You could then pick from the 108 remaining members a second group of 12 in
{{{108*107*106*"..."*98*97/12!}}} ways,
then you could pick from the 96 remaining members a group of 12 in
{{{108*107*106*"..."*98*97/12!}}} ways,
then you could pick from the 96 remaining members a group of 12 in
{{{96*95*94*"..."*86*85/12!}}} ways,
then you could pick from the 84 remaining members a group of 12 in
{{{84*83*82*"..."*74*73/12!}}} ways,
And so on until you have used all 120 members of the organization and you have a list with
{{{120!/12!^2}}} lists of 10 groups in the order picked.

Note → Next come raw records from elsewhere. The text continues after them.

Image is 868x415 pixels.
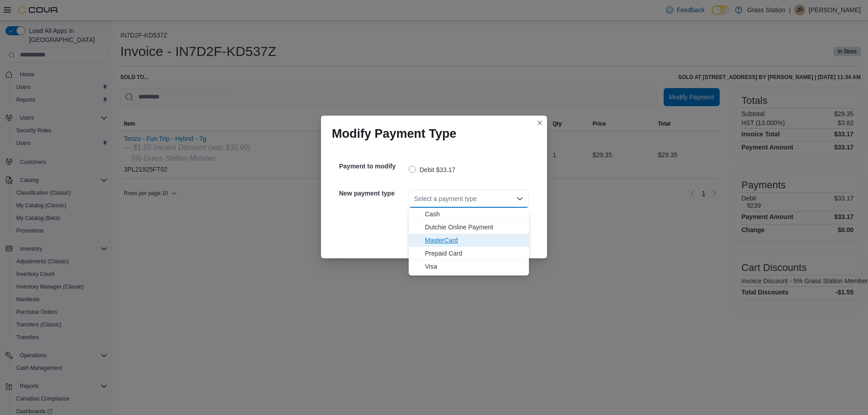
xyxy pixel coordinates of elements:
[535,117,545,128] button: Closes this modal window
[409,208,529,273] div: Choose from the following options
[425,223,524,232] span: Dutchie Online Payment
[425,262,524,271] span: Visa
[414,194,415,204] input: Accessible screen reader label
[339,157,407,175] h5: Payment to modify
[425,249,524,258] span: Prepaid Card
[516,195,524,202] button: Close list of options
[409,165,456,175] label: Debit $33.17
[409,247,529,260] button: Prepaid Card
[332,126,457,141] h1: Modify Payment Type
[409,208,529,221] button: Cash
[409,260,529,273] button: Visa
[409,234,529,247] button: MasterCard
[425,210,524,218] span: Cash
[425,236,524,245] span: MasterCard
[339,184,407,202] h5: New payment type
[409,221,529,234] button: Dutchie Online Payment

If the first entry in your is
(group A, group B, group C, group D, group E, group F, group G, group H, group I, group J) picked in that order,
the same set of groups appears in {{{10!}}} different orders down your list. Each set of 10 groups appears {{{10!}}} times, just with the group listed in different orders,
and nowhere it says that the order the committees were chosen matters, so we have to divide {{{120!/12!^2}}} by {{{10!}}} .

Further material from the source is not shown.